Attorney General Opinions and Advisory Letters

Decision Information

Decision Content

Opinion No. 15-1622

August 18, 1915

BY: FRANK W. CLANCY, Attorney General

TO: Miss Ola Mae Hill, Vaughn, N. M.

Minority of females in New Mexico continues until they are twenty-one.

OPINION

{*194} I have just received your letter of the 16th inst. enclosing a letter from the President of the United States Civil Service Commission addressed to you, and a copy of the instructions to applicants for fourth class postmaster examination, both of which I return herewith as you request.

You ask as to the law of the state on this subject. It seems {*195} that the Civil Service Commission disapproved your application for the reason that it appears you are under legal age, and attention is invited to Section 5 (b) of the instructions. I notice that that paragraph appears to make it discretionary with the commission to refuse to examine any applicant under twenty-one years of age, but it would probably be useless to make any appeal to the Civil Service Commission to permit you to take the examination after the disapproval of your application. That clause makes an exception in favor of a woman of eighteen years of age in a state where women are declared by statute to be of full age for all purposes at eighteen, but unfortunately we have no such statute in New Mexico. A woman above the age of eighteen is permitted to marry without the consent of her parents or guardian, but by a much earlier statute guardianship of minors continues until the minor reaches the age of twenty-one years, whether male or female, and our supreme court in considering that statute held that minority of females as well as males continues until twenty-one.

I regret very much that I cannot say that you would be eligible to take the examination under our statutes as I would greatly prefer to say so if I possibly could.

 You are being directed to the most recent version of the statute which may not be the version considered at the time of the judgment.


§ ACTIVITY
Only lines with the string "successfully" should be returned from the data below.

§ App and web page records

▼

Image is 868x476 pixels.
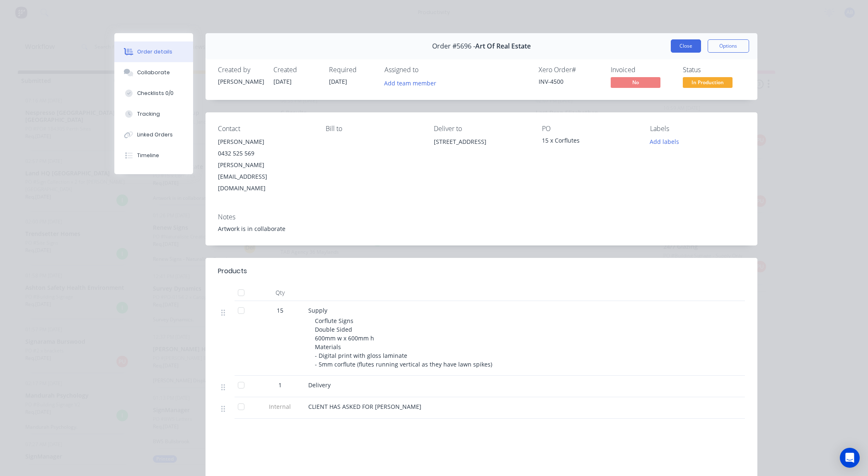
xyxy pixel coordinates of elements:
div: Assigned to [384,66,467,74]
div: Bill to [326,125,421,133]
div: Labels [650,125,745,133]
div: Products [218,266,247,276]
div: [STREET_ADDRESS] [434,136,529,163]
div: Required [329,66,375,74]
div: PO [542,125,637,133]
div: Qty [255,285,305,301]
div: Open Intercom Messenger [840,448,860,468]
div: 0432 525 569 [218,148,313,159]
div: Deliver to [434,125,529,133]
span: Internal [259,403,301,411]
span: Order #5696 - [432,42,476,50]
span: In Production [683,77,733,87]
div: [PERSON_NAME][EMAIL_ADDRESS][DOMAIN_NAME] [218,159,313,194]
button: Tracking [114,104,193,124]
div: Timeline [137,152,159,159]
span: Delivery [309,381,330,389]
div: Tracking [137,111,160,118]
div: Notes [218,213,745,221]
span: [DATE] [329,77,347,86]
span: 15 [276,306,284,315]
button: Checklists 0/0 [114,83,193,104]
div: Checklists 0/0 [137,90,173,97]
div: Xero Order # [538,66,600,74]
button: Collaborate [114,62,193,83]
div: 15 x Corflutes [542,136,637,148]
div: Order details [137,48,172,56]
div: [PERSON_NAME] [218,136,313,148]
div: [PERSON_NAME]0432 525 569[PERSON_NAME][EMAIL_ADDRESS][DOMAIN_NAME] [218,136,313,194]
button: Add labels [646,136,683,148]
div: Created [273,66,319,74]
button: Options [708,40,750,52]
div: [STREET_ADDRESS] [434,136,529,148]
span: Corflute Signs Double Sided 600mm w x 600mm h Materials - Digital print with gloss laminate - 5mm... [315,317,492,369]
span: No [611,77,661,87]
div: Collaborate [137,69,170,77]
span: Supply [309,307,327,315]
button: Add team member [384,77,441,89]
div: Artwork is in collaborate [218,224,745,233]
button: Linked Orders [114,124,193,145]
span: CLIENT HAS ASKED FOR [PERSON_NAME] [309,403,422,411]
div: Contact [218,125,313,133]
div: Created by [218,66,264,74]
button: Timeline [114,145,193,166]
span: Art Of Real Estate [476,42,531,50]
span: 1 [278,381,282,390]
button: Close [671,40,701,52]
button: Order details [114,41,193,62]
div: Invoiced [611,66,673,74]
div: Linked Orders [137,131,172,139]
div: INV-4500 [538,77,600,86]
button: Add team member [380,77,441,89]
span: [DATE] [273,77,292,86]
div: Status [683,66,745,74]
button: In Production [683,77,733,90]
div: [PERSON_NAME] [218,77,264,86]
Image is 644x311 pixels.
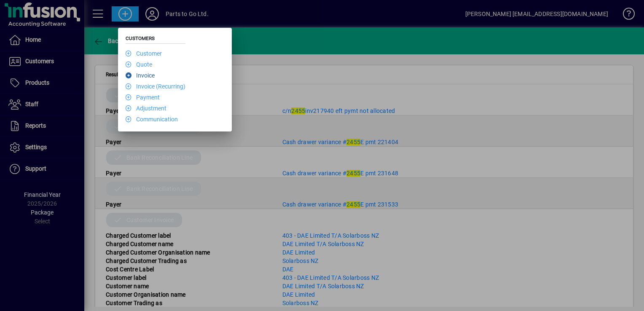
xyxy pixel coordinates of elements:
a: Adjustment [126,105,167,112]
h5: Customers [126,35,186,44]
a: Customer [126,50,162,57]
a: Invoice (Recurring) [126,83,186,90]
a: Communication [126,116,178,123]
a: Quote [126,61,152,68]
a: Invoice [126,72,155,79]
a: Payment [126,94,160,101]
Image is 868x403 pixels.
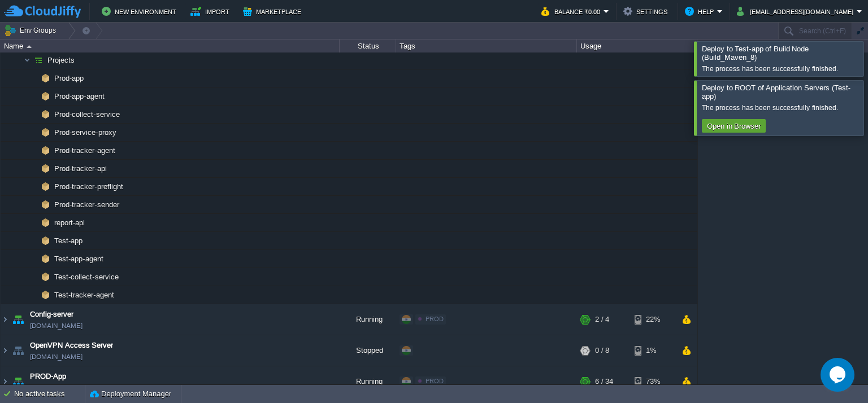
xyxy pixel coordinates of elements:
[340,305,396,335] div: Running
[102,5,180,18] button: New Environment
[38,88,53,105] img: AMDAwAAAACH5BAEAAAAALAAAAAABAAEAAAICRAEAOw==
[542,5,603,18] button: Balance ₹0.00
[31,69,38,87] img: AMDAwAAAACH5BAEAAAAALAAAAAABAAEAAAICRAEAOw==
[31,196,38,214] img: AMDAwAAAACH5BAEAAAAALAAAAAABAAEAAAICRAEAOw==
[38,69,53,87] img: AMDAwAAAACH5BAEAAAAALAAAAAABAAEAAAICRAEAOw==
[425,315,444,322] span: PROD
[821,358,856,392] iframe: chat widget
[634,366,672,397] div: 73%
[38,250,53,267] img: AMDAwAAAACH5BAEAAAAALAAAAAABAAEAAAICRAEAOw==
[30,320,83,332] a: [DOMAIN_NAME]
[31,106,38,123] img: AMDAwAAAACH5BAEAAAAALAAAAAABAAEAAAICRAEAOw==
[634,336,672,366] div: 1%
[38,268,53,286] img: AMDAwAAAACH5BAEAAAAALAAAAAABAAEAAAICRAEAOw==
[11,366,26,397] img: AMDAwAAAACH5BAEAAAAALAAAAAABAAEAAAICRAEAOw==
[425,378,444,385] span: PROD
[38,124,53,141] img: AMDAwAAAACH5BAEAAAAALAAAAAABAAEAAAICRAEAOw==
[89,389,171,400] button: Deployment Manager
[38,287,53,304] img: AMDAwAAAACH5BAEAAAAALAAAAAABAAEAAAICRAEAOw==
[53,164,109,173] a: Prod-tracker-api
[53,290,115,300] a: Test-tracker-agent
[53,200,121,210] a: Prod-tracker-sender
[191,5,233,18] button: Import
[11,305,26,335] img: AMDAwAAAACH5BAEAAAAALAAAAAABAAEAAAICRAEAOw==
[38,232,53,250] img: AMDAwAAAACH5BAEAAAAALAAAAAABAAEAAAICRAEAOw==
[53,254,105,264] a: Test-app-agent
[595,336,609,366] div: 0 / 8
[30,383,83,393] a: [DOMAIN_NAME]
[31,250,38,267] img: AMDAwAAAACH5BAEAAAAALAAAAAABAAEAAAICRAEAOw==
[702,103,860,113] div: The process has been successfully finished.
[31,268,38,286] img: AMDAwAAAACH5BAEAAAAALAAAAAABAAEAAAICRAEAOw==
[4,5,81,18] img: CloudJiffy
[31,214,38,232] img: AMDAwAAAACH5BAEAAAAALAAAAAABAAEAAAICRAEAOw==
[577,39,697,53] div: Usage
[595,366,613,397] div: 6 / 34
[14,385,85,403] div: No active tasks
[595,305,609,335] div: 2 / 4
[31,88,38,105] img: AMDAwAAAACH5BAEAAAAALAAAAAABAAEAAAICRAEAOw==
[46,56,76,65] a: Projects
[53,236,84,245] a: Test-app
[38,178,53,195] img: AMDAwAAAACH5BAEAAAAALAAAAAABAAEAAAICRAEAOw==
[4,22,60,38] button: Env Groups
[31,178,38,195] img: AMDAwAAAACH5BAEAAAAALAAAAAABAAEAAAICRAEAOw==
[340,366,396,397] div: Running
[38,214,53,232] img: AMDAwAAAACH5BAEAAAAALAAAAAABAAEAAAICRAEAOw==
[24,51,31,69] img: AMDAwAAAACH5BAEAAAAALAAAAAABAAEAAAICRAEAOw==
[53,218,87,228] a: report-api
[38,106,53,123] img: AMDAwAAAACH5BAEAAAAALAAAAAABAAEAAAICRAEAOw==
[30,309,73,320] a: Config-server
[53,272,120,282] a: Test-collect-service
[31,124,38,141] img: AMDAwAAAACH5BAEAAAAALAAAAAABAAEAAAICRAEAOw==
[38,160,53,177] img: AMDAwAAAACH5BAEAAAAALAAAAAABAAEAAAICRAEAOw==
[340,336,396,366] div: Stopped
[1,305,10,335] img: AMDAwAAAACH5BAEAAAAALAAAAAABAAEAAAICRAEAOw==
[737,5,856,18] button: [EMAIL_ADDRESS][DOMAIN_NAME]
[38,196,53,214] img: AMDAwAAAACH5BAEAAAAALAAAAAABAAEAAAICRAEAOw==
[53,128,118,138] a: Prod-service-proxy
[27,45,32,48] img: AMDAwAAAACH5BAEAAAAALAAAAAABAAEAAAICRAEAOw==
[243,5,305,18] button: Marketplace
[1,366,10,397] img: AMDAwAAAACH5BAEAAAAALAAAAAABAAEAAAICRAEAOw==
[702,64,860,73] div: The process has been successfully finished.
[1,39,339,53] div: Name
[53,91,106,101] a: Prod-app-agent
[703,121,764,131] button: Open in Browser
[53,110,121,119] a: Prod-collect-service
[30,371,66,383] a: PROD-App
[396,39,576,53] div: Tags
[702,44,808,62] span: Deploy to Test-app of Build Node (Build_Maven_8)
[31,141,38,160] img: AMDAwAAAACH5BAEAAAAALAAAAAABAAEAAAICRAEAOw==
[30,351,83,363] a: [DOMAIN_NAME]
[31,51,46,69] img: AMDAwAAAACH5BAEAAAAALAAAAAABAAEAAAICRAEAOw==
[341,39,396,53] div: Status
[30,340,113,351] a: OpenVPN Access Server
[634,305,672,335] div: 22%
[53,73,86,83] a: Prod-app
[1,336,10,366] img: AMDAwAAAACH5BAEAAAAALAAAAAABAAEAAAICRAEAOw==
[31,160,38,177] img: AMDAwAAAACH5BAEAAAAALAAAAAABAAEAAAICRAEAOw==
[53,146,117,155] a: Prod-tracker-agent
[53,182,125,191] a: Prod-tracker-preflight
[685,5,717,18] button: Help
[31,232,38,250] img: AMDAwAAAACH5BAEAAAAALAAAAAABAAEAAAICRAEAOw==
[11,336,26,366] img: AMDAwAAAACH5BAEAAAAALAAAAAABAAEAAAICRAEAOw==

▲

§ TASK RESULT
[702,103,860,113] div: The process has been successfully finished.
[702,64,860,73] div: The process has been successfully finished.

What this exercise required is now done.